Tuesday, February 23, 2016

The Ultra-Wealthy Tighten Up on Home Buying

The market for $100 million homes is vanishing. During the housing recovery, about two dozen mega-mansions at $100 million or more were available. The number of homes that actually sold for nine-figures has now shrunk to four, Forbes reports. The other $100-million-plus listings have had their price reduced or were taken off the market. 
“The quiet disappearance of many of these mega-priced listings from the market underscores what most brokers have known all along: there is no $100 million housing market,” Forbes reports. “Instead, what felt like a steady beat of $100-million-plus trades … were in fact a series of closely spaced anomalies.”
These anomalies included a home in Woodside, Calif., that sold in 2013 for a whopping $117.5 million, a $120 million sale in Greenwich, Conn., a $147 million home sale in East Hampton, N.Y., and then a $100.5 million Manhattan apartment sale at the end of 2014.
“All those transactions were one-offs,” appraiser Jonathan Miller of Miller Samuel told Forbes.com. “It’s not that the market has physically changed, it’s that there’s more visibility. The word is out.”
Foreign buyers were mostly drawn to the heavy-set real estate price tags. Many of the buyers were in secret too, with many of these deals hidden under the shield of limited liability companies. But that is now changing.
Besides the mega deals, could the overall luxury market be cooling too? Some say signs are pointing to “yes.” In Manhattan, for example, the inventory is swelling for luxury listings. A total of 190 apartments priced at $10 million or higher sold in 2015, down from 214 in 2014, according to CityRealty data.

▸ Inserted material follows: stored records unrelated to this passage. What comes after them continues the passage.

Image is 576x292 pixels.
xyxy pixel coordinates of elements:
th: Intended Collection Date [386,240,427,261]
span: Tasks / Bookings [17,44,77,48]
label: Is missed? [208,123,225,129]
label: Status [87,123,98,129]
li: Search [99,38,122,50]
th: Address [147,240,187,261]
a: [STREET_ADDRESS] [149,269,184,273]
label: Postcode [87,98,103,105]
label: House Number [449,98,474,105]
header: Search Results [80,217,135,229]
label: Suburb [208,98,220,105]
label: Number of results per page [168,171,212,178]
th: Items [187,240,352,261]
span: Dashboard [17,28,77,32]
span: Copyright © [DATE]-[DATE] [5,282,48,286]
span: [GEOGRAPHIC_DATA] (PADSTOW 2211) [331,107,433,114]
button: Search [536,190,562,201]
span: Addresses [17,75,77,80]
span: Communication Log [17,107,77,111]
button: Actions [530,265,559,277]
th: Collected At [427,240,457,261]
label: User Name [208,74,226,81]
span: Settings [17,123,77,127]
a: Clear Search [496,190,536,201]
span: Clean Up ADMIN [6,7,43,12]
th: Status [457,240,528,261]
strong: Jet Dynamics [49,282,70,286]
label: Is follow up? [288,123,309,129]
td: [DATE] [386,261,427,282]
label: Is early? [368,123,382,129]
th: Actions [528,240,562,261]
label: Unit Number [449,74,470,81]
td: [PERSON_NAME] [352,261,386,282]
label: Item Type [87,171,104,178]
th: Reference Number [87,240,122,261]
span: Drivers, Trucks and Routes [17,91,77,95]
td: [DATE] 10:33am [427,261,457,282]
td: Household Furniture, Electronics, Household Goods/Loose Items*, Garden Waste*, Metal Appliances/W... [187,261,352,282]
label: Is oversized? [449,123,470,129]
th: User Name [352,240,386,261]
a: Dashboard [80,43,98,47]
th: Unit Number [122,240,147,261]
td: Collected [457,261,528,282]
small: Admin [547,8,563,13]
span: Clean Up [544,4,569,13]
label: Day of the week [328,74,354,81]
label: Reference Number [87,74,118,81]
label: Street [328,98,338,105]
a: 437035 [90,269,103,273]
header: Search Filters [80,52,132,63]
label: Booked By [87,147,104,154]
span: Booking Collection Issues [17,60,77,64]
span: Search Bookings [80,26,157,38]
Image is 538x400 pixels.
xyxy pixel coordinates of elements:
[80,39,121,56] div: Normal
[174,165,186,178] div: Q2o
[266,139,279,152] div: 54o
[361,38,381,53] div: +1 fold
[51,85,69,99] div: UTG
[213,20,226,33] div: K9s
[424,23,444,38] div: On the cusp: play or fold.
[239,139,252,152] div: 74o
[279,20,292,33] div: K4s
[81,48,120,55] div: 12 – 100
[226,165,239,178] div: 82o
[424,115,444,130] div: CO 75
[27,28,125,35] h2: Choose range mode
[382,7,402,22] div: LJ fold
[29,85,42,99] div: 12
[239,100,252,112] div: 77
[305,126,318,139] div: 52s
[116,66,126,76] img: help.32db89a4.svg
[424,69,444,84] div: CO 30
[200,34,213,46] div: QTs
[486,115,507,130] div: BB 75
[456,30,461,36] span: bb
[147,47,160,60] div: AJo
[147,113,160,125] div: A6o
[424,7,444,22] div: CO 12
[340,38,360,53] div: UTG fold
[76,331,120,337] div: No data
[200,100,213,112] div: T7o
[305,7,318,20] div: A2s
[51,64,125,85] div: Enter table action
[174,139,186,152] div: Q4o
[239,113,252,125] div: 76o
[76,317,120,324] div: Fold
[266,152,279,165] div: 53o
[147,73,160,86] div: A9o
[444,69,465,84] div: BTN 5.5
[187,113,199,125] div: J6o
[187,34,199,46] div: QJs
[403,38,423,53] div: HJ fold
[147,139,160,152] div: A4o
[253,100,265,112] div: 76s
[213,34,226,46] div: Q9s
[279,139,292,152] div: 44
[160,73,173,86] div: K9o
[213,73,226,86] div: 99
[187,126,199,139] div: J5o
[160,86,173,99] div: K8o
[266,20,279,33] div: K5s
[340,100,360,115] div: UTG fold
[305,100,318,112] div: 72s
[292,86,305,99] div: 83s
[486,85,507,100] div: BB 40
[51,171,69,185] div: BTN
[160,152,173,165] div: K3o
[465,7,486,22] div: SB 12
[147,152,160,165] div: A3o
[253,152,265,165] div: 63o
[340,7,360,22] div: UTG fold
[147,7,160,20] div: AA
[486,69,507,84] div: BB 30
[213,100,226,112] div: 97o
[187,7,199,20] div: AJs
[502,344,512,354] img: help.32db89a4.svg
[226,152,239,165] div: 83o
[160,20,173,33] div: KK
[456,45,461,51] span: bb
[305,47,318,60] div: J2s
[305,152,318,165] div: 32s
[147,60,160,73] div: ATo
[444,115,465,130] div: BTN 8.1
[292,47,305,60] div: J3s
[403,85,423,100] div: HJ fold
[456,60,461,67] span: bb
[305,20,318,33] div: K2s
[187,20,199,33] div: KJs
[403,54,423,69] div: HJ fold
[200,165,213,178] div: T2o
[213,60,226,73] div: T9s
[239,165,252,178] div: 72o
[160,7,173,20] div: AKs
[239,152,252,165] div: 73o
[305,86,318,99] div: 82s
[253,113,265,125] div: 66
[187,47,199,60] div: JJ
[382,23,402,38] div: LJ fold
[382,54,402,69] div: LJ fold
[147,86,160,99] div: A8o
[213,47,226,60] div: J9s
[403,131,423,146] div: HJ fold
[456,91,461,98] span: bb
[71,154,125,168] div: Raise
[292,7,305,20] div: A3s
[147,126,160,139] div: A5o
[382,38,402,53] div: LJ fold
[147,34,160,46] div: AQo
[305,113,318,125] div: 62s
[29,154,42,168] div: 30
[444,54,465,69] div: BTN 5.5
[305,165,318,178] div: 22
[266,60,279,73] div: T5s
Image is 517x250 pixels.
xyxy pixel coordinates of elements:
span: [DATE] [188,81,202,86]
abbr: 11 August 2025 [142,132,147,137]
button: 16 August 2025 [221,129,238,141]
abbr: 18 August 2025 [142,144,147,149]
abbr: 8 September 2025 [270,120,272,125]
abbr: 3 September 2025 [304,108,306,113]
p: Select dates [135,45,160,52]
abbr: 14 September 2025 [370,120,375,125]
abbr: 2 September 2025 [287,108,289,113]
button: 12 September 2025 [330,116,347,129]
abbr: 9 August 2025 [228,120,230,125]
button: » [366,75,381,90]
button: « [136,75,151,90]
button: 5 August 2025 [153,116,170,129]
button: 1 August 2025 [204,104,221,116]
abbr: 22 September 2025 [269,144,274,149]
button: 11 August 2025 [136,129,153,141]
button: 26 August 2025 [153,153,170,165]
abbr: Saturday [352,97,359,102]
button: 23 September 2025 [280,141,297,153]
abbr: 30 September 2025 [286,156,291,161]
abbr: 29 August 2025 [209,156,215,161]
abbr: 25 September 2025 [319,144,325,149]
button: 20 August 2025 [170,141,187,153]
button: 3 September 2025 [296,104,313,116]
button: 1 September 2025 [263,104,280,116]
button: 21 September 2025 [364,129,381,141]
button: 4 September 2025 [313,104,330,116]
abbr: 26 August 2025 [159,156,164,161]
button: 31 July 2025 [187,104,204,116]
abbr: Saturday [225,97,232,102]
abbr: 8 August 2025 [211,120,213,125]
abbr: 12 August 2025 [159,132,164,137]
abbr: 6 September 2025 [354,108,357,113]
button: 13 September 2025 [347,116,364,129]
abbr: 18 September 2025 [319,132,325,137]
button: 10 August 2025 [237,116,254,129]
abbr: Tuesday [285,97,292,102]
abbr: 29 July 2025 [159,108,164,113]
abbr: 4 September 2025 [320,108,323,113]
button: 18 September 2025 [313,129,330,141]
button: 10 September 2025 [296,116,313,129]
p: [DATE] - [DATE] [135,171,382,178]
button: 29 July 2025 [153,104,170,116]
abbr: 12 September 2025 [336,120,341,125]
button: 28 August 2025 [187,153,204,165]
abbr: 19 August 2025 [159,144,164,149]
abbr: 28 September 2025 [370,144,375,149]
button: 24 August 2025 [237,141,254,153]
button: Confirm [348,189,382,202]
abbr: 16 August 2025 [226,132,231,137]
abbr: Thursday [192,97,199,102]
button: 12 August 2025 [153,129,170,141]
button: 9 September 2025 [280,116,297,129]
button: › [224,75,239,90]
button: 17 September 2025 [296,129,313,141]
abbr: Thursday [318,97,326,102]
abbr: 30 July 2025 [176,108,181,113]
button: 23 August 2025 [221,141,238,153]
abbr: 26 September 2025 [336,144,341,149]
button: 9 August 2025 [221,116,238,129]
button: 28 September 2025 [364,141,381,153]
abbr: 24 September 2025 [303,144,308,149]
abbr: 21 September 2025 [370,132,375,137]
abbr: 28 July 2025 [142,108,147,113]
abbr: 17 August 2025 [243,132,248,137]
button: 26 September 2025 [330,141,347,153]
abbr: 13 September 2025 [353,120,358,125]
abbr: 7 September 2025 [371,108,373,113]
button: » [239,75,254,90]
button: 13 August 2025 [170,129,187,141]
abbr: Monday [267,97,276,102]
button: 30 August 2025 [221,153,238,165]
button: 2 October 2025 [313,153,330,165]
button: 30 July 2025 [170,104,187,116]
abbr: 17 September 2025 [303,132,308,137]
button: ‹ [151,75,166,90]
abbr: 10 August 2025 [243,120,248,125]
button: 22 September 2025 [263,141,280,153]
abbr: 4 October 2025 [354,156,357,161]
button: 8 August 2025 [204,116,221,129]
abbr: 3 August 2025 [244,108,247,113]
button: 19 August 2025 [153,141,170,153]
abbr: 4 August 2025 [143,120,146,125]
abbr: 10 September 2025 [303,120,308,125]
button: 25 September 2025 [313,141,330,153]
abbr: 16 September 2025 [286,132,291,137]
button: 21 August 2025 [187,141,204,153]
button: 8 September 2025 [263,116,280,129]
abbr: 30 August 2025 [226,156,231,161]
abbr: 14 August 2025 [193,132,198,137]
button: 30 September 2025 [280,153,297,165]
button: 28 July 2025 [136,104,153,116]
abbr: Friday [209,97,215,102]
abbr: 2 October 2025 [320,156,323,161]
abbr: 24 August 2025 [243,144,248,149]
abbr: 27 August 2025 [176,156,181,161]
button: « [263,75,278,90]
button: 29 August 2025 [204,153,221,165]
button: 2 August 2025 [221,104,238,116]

In Miami, the absorption rate rose to 18.3 months compared to 11.3 months a year ago, according to a report from Douglas Elliman.
However, in Los Angeles, the luxury market posted its best year ever last year – having 482 closed sales over $5 million in 2015 on the west side of Los Angeles compared to 442 in 2014. What’s more, 37 of those transactions were for properties $20 million or more – double the number in 2014.
“We had a wonderful year last year,” says Steve Frankel, an L.A.-based luxury broker with Coldwell Banker Previews International. “We’re not completely dependent on China taking a downturn. There’s plenty of high-end money in Los Angeles and also from people moving from New York.” Los Angeles also seems to be one of the few places that are still introducing residences at $100 million or above.